ByJERUSALEM POST STAFF
Visitors can enjoy a rare window before lighter west-side scaffolding returns next month, with complete clarity promised again after summer 2026.
Tourists reaching the Acropolis now face a Parthenon freed of the metal lattice that had shrouded its western face for about 20 years; workers dismantled the last pieces of scaffolding in late September 2023 after an extended conservation campaign, reported the Independent.
“It is like they are seeing a different, a completely different monument,” said Greek Culture Minister Lina Mendoni, according to the Independent. She added that this was the first time in roughly two centuries that the temple’s exterior could be viewed without any supporting frame.
The clear view will last only a few weeks. Conservators plan to erect new, slimmer scaffolding on the west façade within a month. The upcoming frame “will be lighter and aesthetically much closer to the logic of the monument,” said Mendoni, the Independent noted. The Swiss daily Tages-Anzeiger wrote that the redesigned structure “will not impair the aesthetics of the temple as much.”
The western side offers the most visible street-level perspective of the Parthenon, so earlier scaffolding often dominated visitors’ photographs. With the frame gone, that vantage point now shows the Doric columns unobstructed.
Tages-Anzeiger advised travelers not to delay booking solely to see the temple entirely free of scaffolding because the next construction phase will begin soon and continue for about two and a half years, with completion expected in early summer 2026, the Independent reported. Mendoni promised that when this phase ends “people will be able to see it truly free,” according to the Independent.
The Acropolis remained Greece’s most-visited site; 4.5 million people entered the citadel in 2024, the Independent wrote. For many, the brief interval without scaffolding offers a view denied to earlier generations.
The Parthenon, built in the mid-fifth century BCE and dedicated to Athena, has endured war, pollution, and time yet still serves as a touchstone of classical architecture. Site managers urged visitors to enjoy the short window before the new scaffold rises; even then, the lighter frame should leave much of the newly restored view intact, reported Tages-Anzeiger.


Assigned task: Find each line below where the word "area" occurs, and copy it.

(Dataset rows about figures)
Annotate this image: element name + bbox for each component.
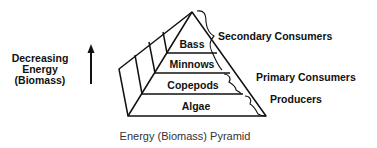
- group-label-producers: Producers: [270, 93, 322, 105]
- diagram-caption: Energy (Biomass) Pyramid: [120, 130, 251, 142]
- arrow-up-icon: [88, 44, 95, 84]
- group-label-secondary-consumers: Secondary Consumers: [218, 30, 333, 42]
- side-divider: [163, 32, 167, 53]
- tier-label-copepods: Copepods: [167, 79, 218, 91]
- tier-label-algae: Algae: [182, 100, 211, 112]
- group-label-primary-consumers: Primary Consumers: [256, 71, 356, 83]
- brace-producers: [245, 96, 266, 116]
- tier-label-minnows: Minnows: [170, 58, 215, 70]
- axis-label: Decreasing Energy (Biomass): [12, 52, 69, 86]
- side-divider: [149, 42, 155, 73]
- energy-pyramid-diagram: Decreasing Energy (Biomass) Bass Minnows…: [0, 0, 377, 148]
- side-divider: [135, 55, 142, 94]
- axis-label-line3: (Biomass): [15, 74, 66, 86]
- tier-label-bass: Bass: [179, 38, 204, 50]
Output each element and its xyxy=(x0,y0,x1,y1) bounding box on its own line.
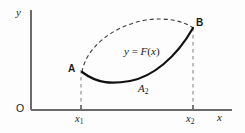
origin-label: O xyxy=(16,103,24,114)
area-label-base: A xyxy=(138,82,145,94)
curve-equation-equals: = xyxy=(129,45,141,57)
point-label-a: A xyxy=(68,64,75,74)
area-label-subscript: 2 xyxy=(145,87,149,96)
x-axis-label: x xyxy=(217,112,222,123)
x-tick-label-x2: x2 xyxy=(186,114,194,125)
plot-canvas xyxy=(0,0,245,133)
curve-equation-label: y = F(x) xyxy=(124,46,160,57)
point-label-b: B xyxy=(196,18,203,28)
area-label-a2: A2 xyxy=(138,83,148,94)
x-tick-label-x1-base: x xyxy=(75,113,80,124)
math-diagram-figure: y x O A B y = F(x) A2 x1 x2 xyxy=(0,0,245,133)
x-tick-label-x2-subscript: 2 xyxy=(191,117,195,126)
x-tick-label-x2-base: x xyxy=(186,113,191,124)
curve-equation-close-paren: ) xyxy=(156,45,160,57)
x-tick-label-x1: x1 xyxy=(75,114,83,125)
y-axis-label: y xyxy=(16,7,21,18)
x-tick-label-x1-subscript: 1 xyxy=(80,117,84,126)
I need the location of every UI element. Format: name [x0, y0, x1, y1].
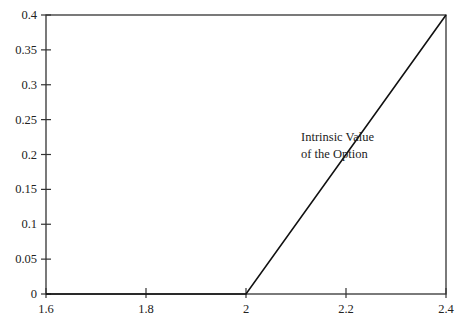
y-tick-label: 0.3 [21, 78, 37, 92]
series-intrinsic-value [46, 15, 446, 294]
annotation-intrinsic-value: Intrinsic Valueof the Option [301, 130, 374, 161]
y-tick-label: 0.1 [21, 217, 37, 231]
plot-frame [46, 15, 446, 294]
y-tick-label: 0.2 [21, 148, 37, 162]
x-tick-label: 1.6 [38, 302, 54, 316]
y-tick-label: 0.05 [15, 252, 37, 266]
x-tick-label: 2.2 [338, 302, 354, 316]
y-tick-label: 0.35 [15, 43, 37, 57]
x-tick-label: 2.4 [438, 302, 454, 316]
annotation-line-2: of the Option [301, 147, 368, 161]
x-tick-label: 2 [243, 302, 249, 316]
y-tick-label: 0.15 [15, 182, 37, 196]
y-tick-label: 0.4 [21, 8, 37, 22]
x-tick-label: 1.8 [138, 302, 154, 316]
chart: 00.050.10.150.20.250.30.350.4 1.61.822.2… [0, 0, 466, 327]
annotation-line-1: Intrinsic Value [301, 130, 374, 144]
series-line [46, 15, 446, 294]
y-tick-label: 0 [31, 287, 37, 301]
y-tick-label: 0.25 [15, 113, 37, 127]
plot-border [46, 15, 446, 294]
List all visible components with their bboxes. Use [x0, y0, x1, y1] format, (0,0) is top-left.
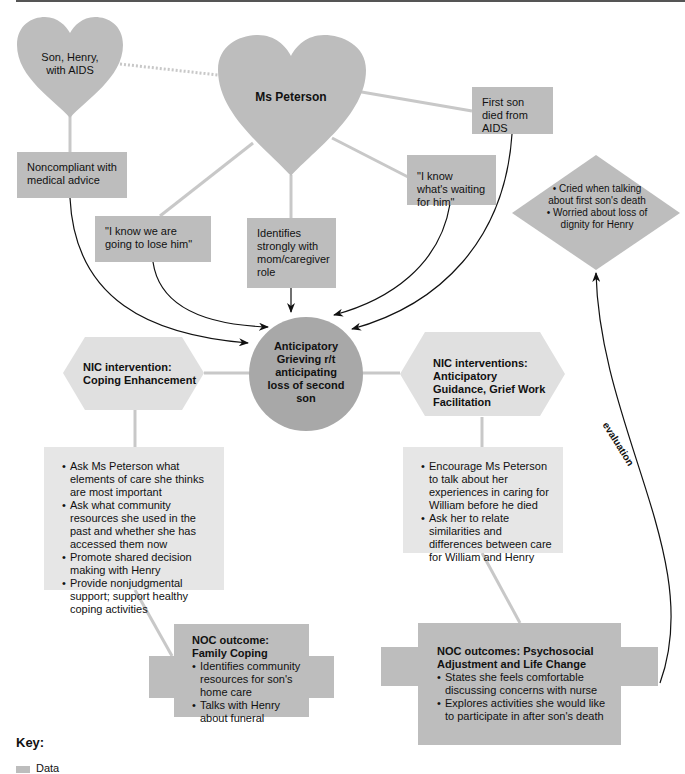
first-son-died-box: First son died from AIDS	[472, 87, 553, 134]
evaluation-arrow	[596, 273, 671, 683]
nic-left-list-box: Ask Ms Peterson what elements of care sh…	[44, 447, 224, 590]
diagnosis-label: Anticipatory Grieving r/t anticipating l…	[265, 340, 347, 405]
noncompliant-box: Noncompliant with medical advice	[17, 152, 127, 198]
nic-right-title: NIC interventions: Anticipatory Guidance…	[433, 357, 553, 409]
peterson-heart: Ms Peterson	[230, 91, 352, 104]
noc-left-title: NOC outcome: Family Coping	[192, 634, 304, 660]
list-item: Provide nonjudgmental support; support h…	[70, 577, 214, 616]
nic-left-list: Ask Ms Peterson what elements of care sh…	[62, 460, 214, 616]
noc-left-list: Identifies community resources for son's…	[192, 660, 304, 725]
henry-heart-line2: with AIDS	[20, 64, 120, 77]
diamond-item: • Worried about loss of dignity for Henr…	[544, 207, 650, 231]
list-item: Ask Ms Peterson what elements of care sh…	[70, 460, 214, 499]
list-item: Ask what community resources she used in…	[70, 499, 214, 551]
henry-heart-line1: Son, Henry,	[20, 51, 120, 64]
list-item: Identifies community resources for son's…	[200, 660, 304, 699]
evaluation-diamond: • Cried when talking about first son's d…	[544, 183, 650, 231]
diamond-item: • Cried when talking about first son's d…	[544, 183, 650, 207]
noc-right-list: States she feels comfortable discussing …	[437, 671, 617, 723]
list-item: States she feels comfortable discussing …	[445, 671, 617, 697]
list-item: Explores activities she would like to pa…	[445, 697, 617, 723]
list-item: Talks with Henry about funeral	[200, 699, 304, 725]
list-item: Ask her to relate similarities and diffe…	[429, 512, 553, 564]
list-item: Promote shared decision making with Henr…	[70, 551, 214, 577]
dotted-relationship-line	[120, 64, 218, 75]
henry-heart: Son, Henry, with AIDS	[20, 51, 120, 77]
noc-right-title: NOC outcomes: Psychosocial Adjustment an…	[437, 645, 617, 671]
key-label-data: Data	[36, 762, 59, 774]
list-item: Encourage Ms Peterson to talk about her …	[429, 460, 553, 512]
identifies-role-box: Identifies strongly with mom/caregiver r…	[247, 218, 336, 288]
nic-right-list-box: Encourage Ms Peterson to talk about her …	[403, 447, 563, 553]
key-swatch-data	[16, 766, 30, 773]
lose-him-box: "I know we are going to lose him"	[95, 216, 211, 262]
key-title: Key:	[16, 735, 44, 750]
nic-right-list: Encourage Ms Peterson to talk about her …	[421, 460, 553, 564]
waiting-for-him-box: "I know what's waiting for him"	[407, 155, 496, 205]
nic-left-title: NIC intervention: Coping Enhancement	[83, 361, 203, 387]
noc-left: NOC outcome: Family Coping Identifies co…	[192, 625, 304, 725]
noc-right: NOC outcomes: Psychosocial Adjustment an…	[437, 645, 617, 723]
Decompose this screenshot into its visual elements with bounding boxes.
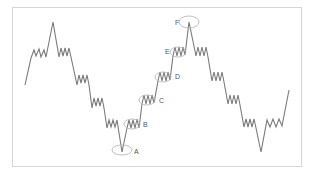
marker-label-b: B: [143, 121, 148, 128]
marker-a: A: [112, 145, 139, 155]
marker-f: F: [175, 16, 199, 28]
wave-markers: ABCDEF: [112, 16, 199, 155]
marker-label-c: C: [159, 97, 164, 104]
marker-label-e: E: [165, 48, 170, 55]
price-wave-line: [25, 22, 289, 152]
marker-label-d: D: [175, 73, 180, 80]
marker-label-f: F: [175, 19, 179, 26]
marker-label-a: A: [134, 148, 139, 155]
wave-diagram: ABCDEF: [0, 0, 311, 175]
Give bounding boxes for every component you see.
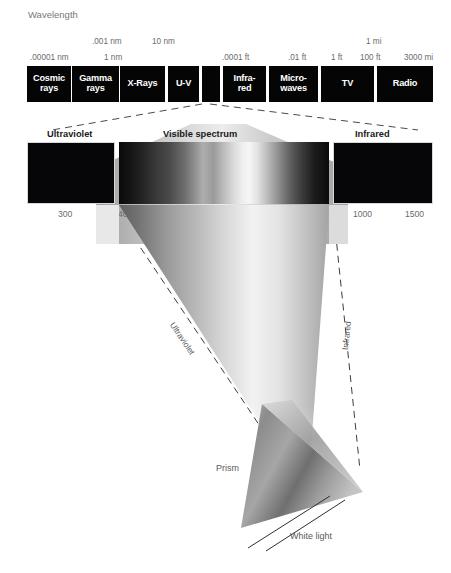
spectrum-figure: Wavelength .001 nm10 nm 1 mi .00001 nm1 …	[0, 0, 451, 573]
white-light-label: White light	[290, 531, 332, 541]
prism-label: Prism	[216, 463, 239, 473]
prism-graphic	[0, 0, 451, 573]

Task output:
area-label-base: A xyxy=(138,82,145,94)
area-label-subscript: 2 xyxy=(145,87,149,96)
area-label-a2: A2 xyxy=(138,83,148,94)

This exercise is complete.